Callum Au Big Band – Something’s Coming
(Self Produced. CD Review by Matthew Wright)
Callum Au is an ambitious man. The challenges, both musical and financial, of running a big band have arguably never been greater. Only in his early twenties, the trombone-, euphonium- and tuba-playing Au has already led his band for four years. Despite their youth – many members are NYJO graduates – they have a deeply impressive list of credits.
Tony in West Side Story sings that ‘Something’s coming, I don’t know what it is/ But it is/ Gonna be great!’ If Au’s debut album Something’s Coming – 60% West Side Story adaptations – stirs up the big band scene anything like Tony’s relationship with Maria, jazz lovers are in for a treat.
The album opens with Au’s arrangement of Harry Warren’s ‘September in the Rain’, a slickly swinging rendition featuring Au himself soloing on trombone. He plays with the kind of fluent elasticity only the best trombonists can coax from the instrument. He also includes a couple of original compositions: flautist Gareth Lockrane’s ‘Roots’, a meaty, Mingus-inflected piece, in which Lockrane’s flute and Robbie Harvey’s trombone offer an intriguingly balanced underpinning, over which sax and guitar dance.
The album closes with trumpeter Freddie Gavita’s ‘Beloved’, a piece of soulful close-harmony brass playing; and finally, Au’s ‘Gentleman Jack’, a dazzling band showpiece, featuring an imperious Gavita trumpet solo, with Lucas Dodd in lyrical voice on alto, and some intriguing sonic texture from Chris Eldred’s keyboard in Hammond organ guise.
The main business of the album, though, is Au’s arrangement of six numbers from Leonard Bernstein’s 1957 West Side Story. It’s a bold choice, given that Buddy Rich and Stan Kenton have both recorded successful adaptations.
The album as a whole is characterised by a kind of lustrous urbanity, with fingertip-accurate playing. The rhythms can swing, though more often they’re taut and restrained, with the knife-edge atmosphere these pieces demand arising from Au’s precise arrangements. Title track ‘Something’s Coming’ switches the melody restlessly among lower brass, especially Au’s trombone and Tommy Laurence’s tenor sax, with rhythm pattering anxiously beneath, all building Tony’s nervous expectation.
‘Cool’ – with some very cool alto and baritone solos from Jim Gold and Richard Shepherd, evoking Lee Konitz’ and Gerry Mulligan’s playing in Miles Davis’ nonet – is a great piece of crackling mood, while ‘Somewhere’ is an achingly lovely statement of yearning, Emma Smith’s vocals a compelling balance of innocence and ennui.
Occasionally, though, Au is perhaps just a bit too smooth for the raw emotional and political edge Bernstein’s originals demand. ‘America’ has some suitably angry rhythms, though the brass sounds just a bit too burnished and genial. Henry Armburg Jennings’ flugelhorn is beautifully played, but the instrument is perhaps not the obvious choice for such a bitterly ironic song, where a cornet’s bite might be more appropriate.
‘Tonight’ offers fine technical performances from both Emma Smith and Iain Mackenzie, but by giving us only Maria’s and Tony’s hope, without the Jets’ and Sharks’ angry posturing in juxtaposition, the mood is subtly unbalanced. The band sets the scene to some extent with some intricately menacing rhythms and sour chromatic harmonies, but the mix of innocence and nastiness isn’t quite there. ‘Maria’, too, feels too knowing; Mackenzie has a great jazz voice, but the sound, here, is too worldly. There’s too much of the cocktail bar, and not enough of Tony’s haunting innocence.
In these numbers, Stan Kenton’s version of West Side Story offers a little more bite and anger. That said, Au’s arrangements stand up well, overall, in comparison with any of the other versions; what he lacks in raw anger, her makes up for several times over in cool, intricate and deeply impressive compositions. This is an (amazingly, given the band’s youth) mature and sophisticated exploration of the Bernstein’s musical themes. Something, indeed, is coming.
Categories: miscellaneous
you got a good review here Callum-these critics are usually not prone to praise to up-and -coming bands and artists, and here you are being clapped. Well done you!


▸ WHAT YOU NEED TO DO
Each entry below should appear again exactly as written, without pictures.
*** RECORDED DATA ***
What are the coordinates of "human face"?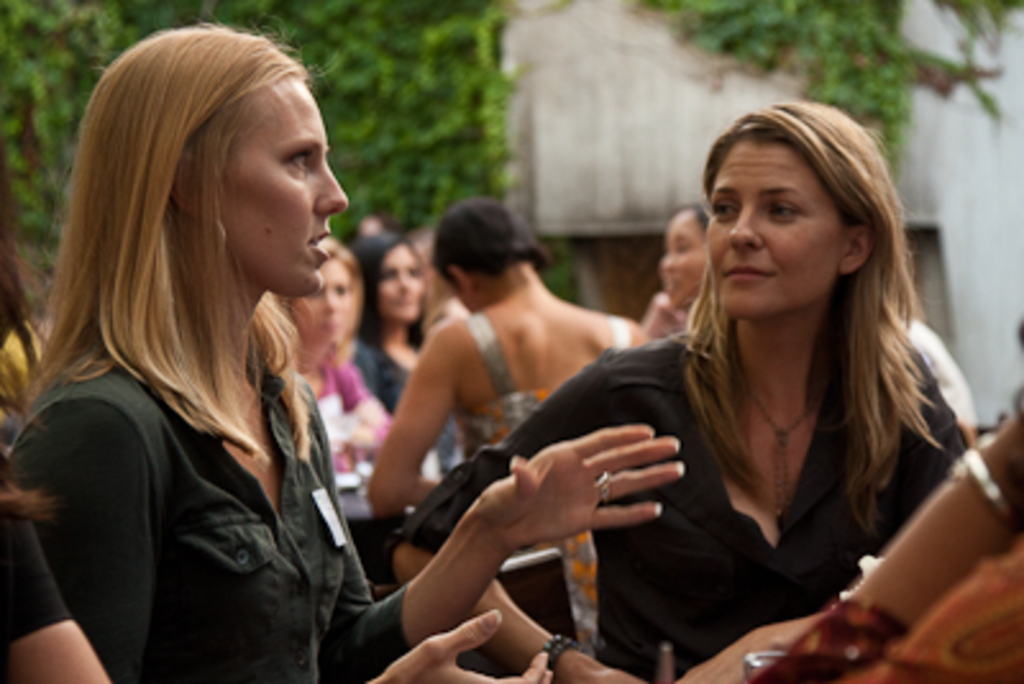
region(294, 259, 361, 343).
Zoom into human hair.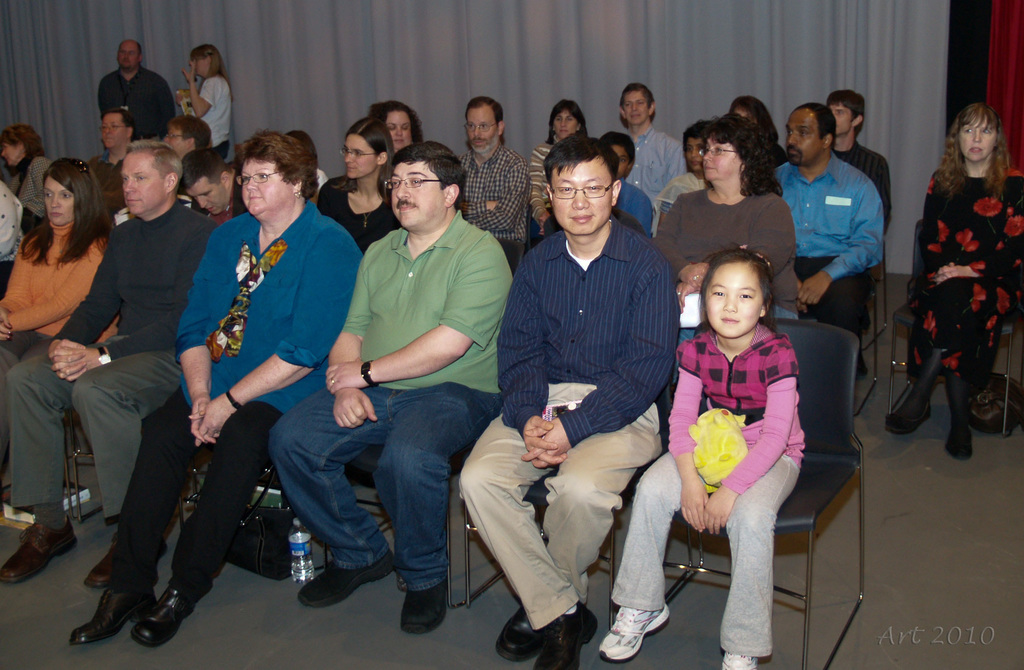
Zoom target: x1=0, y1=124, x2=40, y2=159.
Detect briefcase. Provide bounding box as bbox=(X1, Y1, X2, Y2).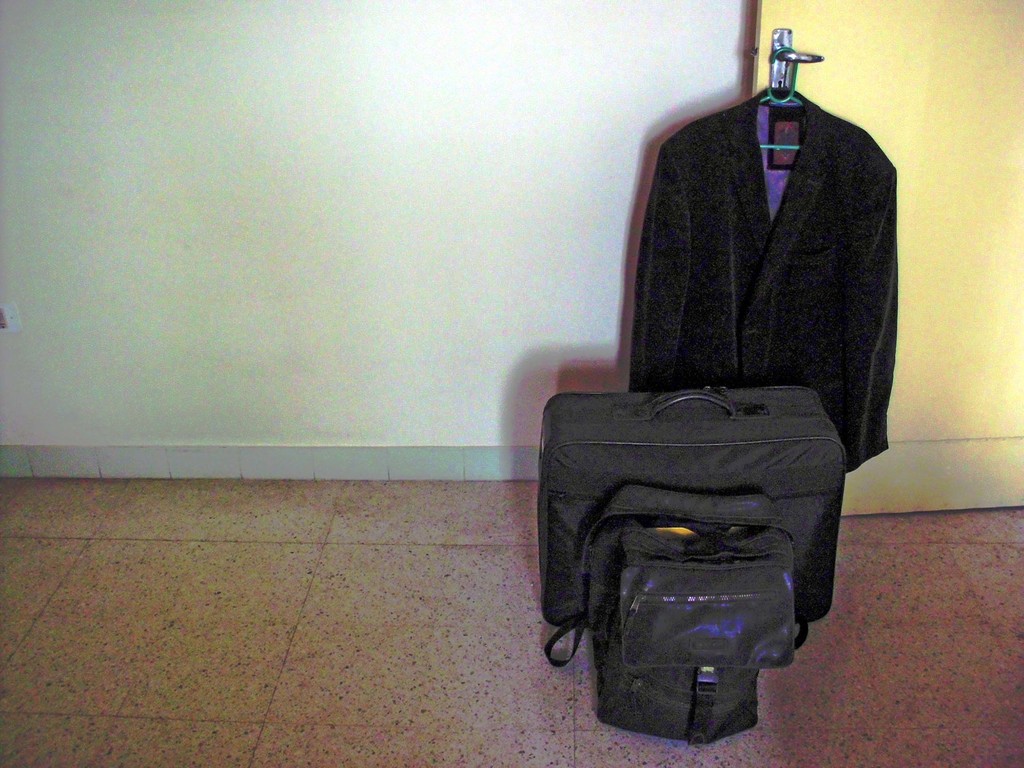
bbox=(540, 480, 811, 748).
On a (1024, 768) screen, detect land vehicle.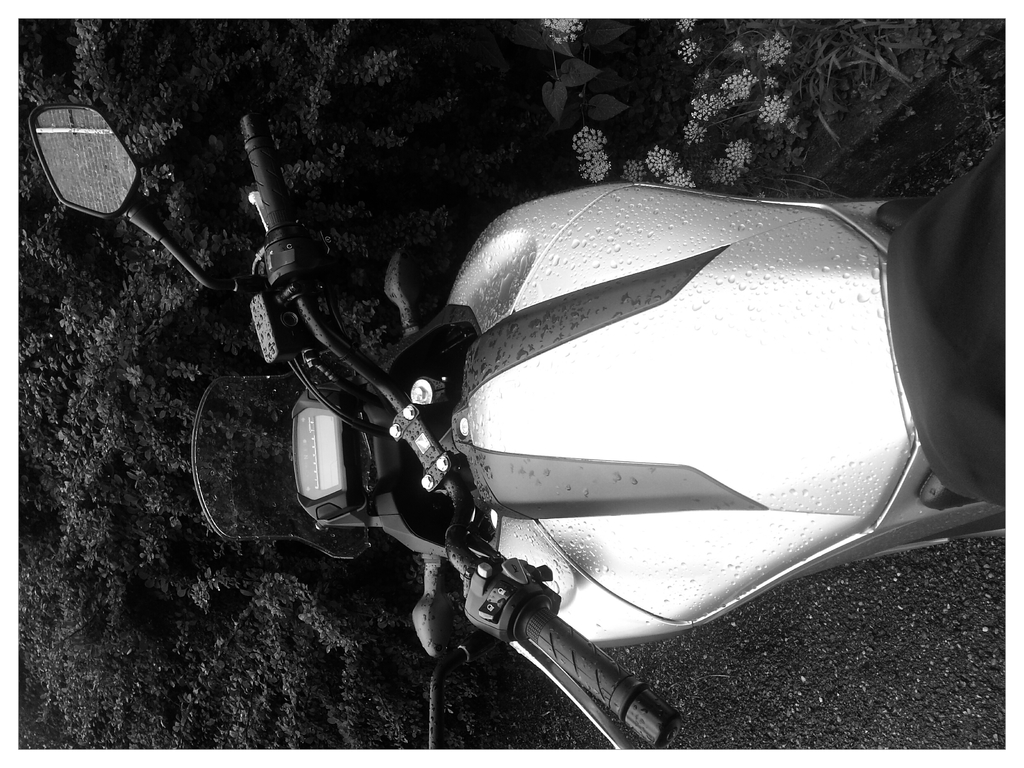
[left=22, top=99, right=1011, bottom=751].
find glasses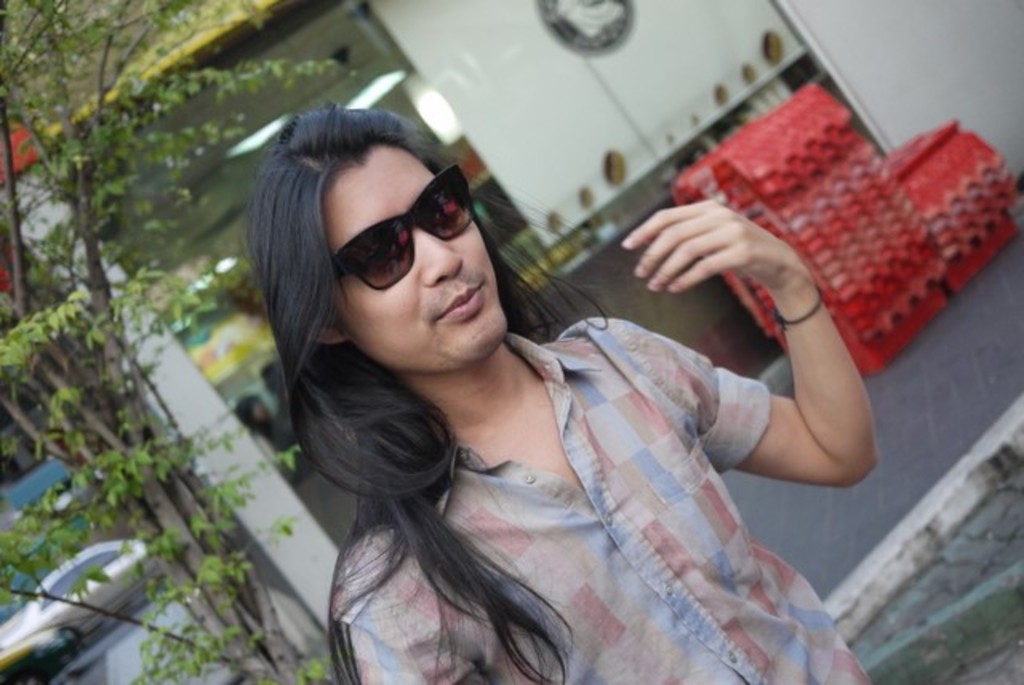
***
▸ EXERCISE RESULT
What are the coordinates of "human face"?
region(294, 259, 361, 343).
Zoom into human hair.
Zoom target: x1=0, y1=124, x2=40, y2=159.
Detect briefcase. Provide bounding box as bbox=(X1, Y1, X2, Y2).
bbox=(540, 480, 811, 748).
On a (1024, 768) screen, detect land vehicle.
[left=22, top=99, right=1011, bottom=751].
find glasses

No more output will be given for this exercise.